Tom Perkins | For AnnArbor.com

“That was intended to be targeted toward college students, but in my experience it has affected people who really do need assistance,” he said.

The first residents to be kicked off cash assistance lost their benefits starting on Oct. 1, which the State’s Department of Human Services expects will affect about 11,000 families and 41,000 individuals statewide. Locally, around 3,000 residents receive welfare assistance in Washtenaw County, and some are losing their assistance as they hit the 48-month state or 60-month federal limit.

"It is a challenge for SOS to respond to the needs of consumers when cuts happen, but it’s an even greater challenge for the people who are in need of help," Skene said. "They are the ones who feel the direct impact and the ones who have to figure out ways to survive when there are fewer and fewer resources."

Skene said he is seeing the first consumers affected by that cut trickle in. On a recent Tuesday afternoon, dozens of people filed in and out of the SOS Food Bank to pick up a bag of free groceries for their household.

The bags’ contents are prepared and predetermined by SOS staff, and on Tuesday they included corn, cabbage, potatoes, pasta, Doritos, a variety of canned goods, breakfast food and snacks.

An average of 80 low-income families pick up food at SOS each Tuesday, and more than 1,280 people were fed with groceries from the food bank in August.

SOS’s “consumers” have a variety of financial situations. In August, the agency served 193 people who were classified as “recently unemployed”, meaning they had lost job in the last three years. About 50 individuals were outright homeless, but Skene said many who utilize the program are there for the first time after falling behind.

He estimates over 80 percent of the agency’s consumers are from Ypsilanti or Ypsilanti Township, while the rest are mostly from Ann Arbor or western Wayne County.

Consumers are limited to four trips to SOS annually, and the agency also has a Thanksgiving turkey giveaway. SOS purchases canned goods from Food Gatherers for a relatively cheap price, and meat, produce and bread is delivered for free as it’s available.

Skene tries to balance the bags nutritionally, though he’s at the mercy of whatever is donated to Food Gatherers from local grocery stores. Food Gatherer’s deliveries arrive each Monday, and about 100 bags are pre-prepared by the volunteers and staff. When consumers arrive on Tuesday, they must provide an ID card and answer a list of questions about their personal situation.

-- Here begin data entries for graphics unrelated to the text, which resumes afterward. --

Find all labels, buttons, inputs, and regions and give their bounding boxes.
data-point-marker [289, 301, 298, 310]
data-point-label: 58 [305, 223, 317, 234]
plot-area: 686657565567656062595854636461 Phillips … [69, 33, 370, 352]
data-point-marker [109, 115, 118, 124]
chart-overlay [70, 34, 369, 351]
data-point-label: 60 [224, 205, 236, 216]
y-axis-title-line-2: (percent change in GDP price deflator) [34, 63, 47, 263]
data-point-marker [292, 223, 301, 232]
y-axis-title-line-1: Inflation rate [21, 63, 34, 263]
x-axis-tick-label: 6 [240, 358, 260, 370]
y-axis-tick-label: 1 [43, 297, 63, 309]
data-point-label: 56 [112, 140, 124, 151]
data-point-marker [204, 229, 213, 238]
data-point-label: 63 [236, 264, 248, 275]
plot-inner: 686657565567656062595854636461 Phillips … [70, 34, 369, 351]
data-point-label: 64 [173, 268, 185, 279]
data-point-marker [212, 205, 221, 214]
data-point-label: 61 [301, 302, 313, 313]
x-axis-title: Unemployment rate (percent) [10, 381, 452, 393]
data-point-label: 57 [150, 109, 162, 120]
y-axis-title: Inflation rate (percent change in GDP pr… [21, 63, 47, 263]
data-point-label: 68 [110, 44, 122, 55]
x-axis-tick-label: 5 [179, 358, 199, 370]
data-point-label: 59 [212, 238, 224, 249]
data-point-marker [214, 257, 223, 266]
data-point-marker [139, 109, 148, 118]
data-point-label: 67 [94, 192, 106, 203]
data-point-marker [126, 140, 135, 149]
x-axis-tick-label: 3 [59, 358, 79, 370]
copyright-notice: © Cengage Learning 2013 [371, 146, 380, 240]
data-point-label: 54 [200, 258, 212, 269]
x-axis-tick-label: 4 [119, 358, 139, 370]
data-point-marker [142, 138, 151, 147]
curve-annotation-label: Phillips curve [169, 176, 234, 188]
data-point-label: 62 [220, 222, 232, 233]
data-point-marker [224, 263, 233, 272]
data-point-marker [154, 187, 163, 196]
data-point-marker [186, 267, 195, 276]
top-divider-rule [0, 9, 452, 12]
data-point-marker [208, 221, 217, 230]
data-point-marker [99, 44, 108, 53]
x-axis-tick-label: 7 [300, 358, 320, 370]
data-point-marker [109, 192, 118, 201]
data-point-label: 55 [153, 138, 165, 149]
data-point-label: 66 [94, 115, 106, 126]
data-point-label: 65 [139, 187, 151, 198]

Aside from supplying SOS’s groceries, Food Gatherers also offers grants, which accounts for part of SOS’s funding, along with donations and Federal Emergency Management Agency dollars.

But SOS is concurrently taking a hit from the other end as it receives less money following cuts to FEMA’s emergency food and shelter funding that is a main avenue of federal dollars to local food banks and shelters. Skene said he doesn't yet know what that will mean for the agency's bottom line, but they are already looking for new funding sources.

The SOS “offices” on River Street are actually a cramped home converted into a resource center for low or no-income residents. SOS also uses the home as a resource center for residents facing some degree of a housing crisis or homelessness.

On a recent Tuesday, about a dozen volunteers helped out in the home and Skene was the lone staff member managing the operation. The lack of space, time and manpower are also limiting factors, and they aren’t likely to improve as funding continues to dry up, Skene says.

Still, he says the food bank operations have been streamlined as much as possible and the program is efficient despite the constraints.

“I feel very proud of the amount of people we are able to help given our capacity, but the amount of space and time available right now doesn’t allow us to help as many people as we would like to help,” he said.

How a steady increase in the number of consumers will eventually impact SOS and Hope remains to be seen, though Burkhart and Skene are not optimistic and questioned making cuts to assistance while the economy still falters.

“These cuts are being made to people who are barely making it as is with the assistance, so once the assistance is gone it almost feels hopeless to them,” Burkhart said. "This is the last place that should receive cuts.”

Skene had similar thoughts.

"I think budgets are moral documents, and I think that they show us what our priorities are," he said. "I want to live in society where our priority is to take care of the neediest among us."

Pietrzack doesn’t rely on any state assistance, but he said he needs the assistance from Hope until he can back on his feet and praised them for their efforts.

“The clinic is a great place and I cannot say enough about it,” he said. “They welcome everyone with open arms and they’re really helping us get over that hump.”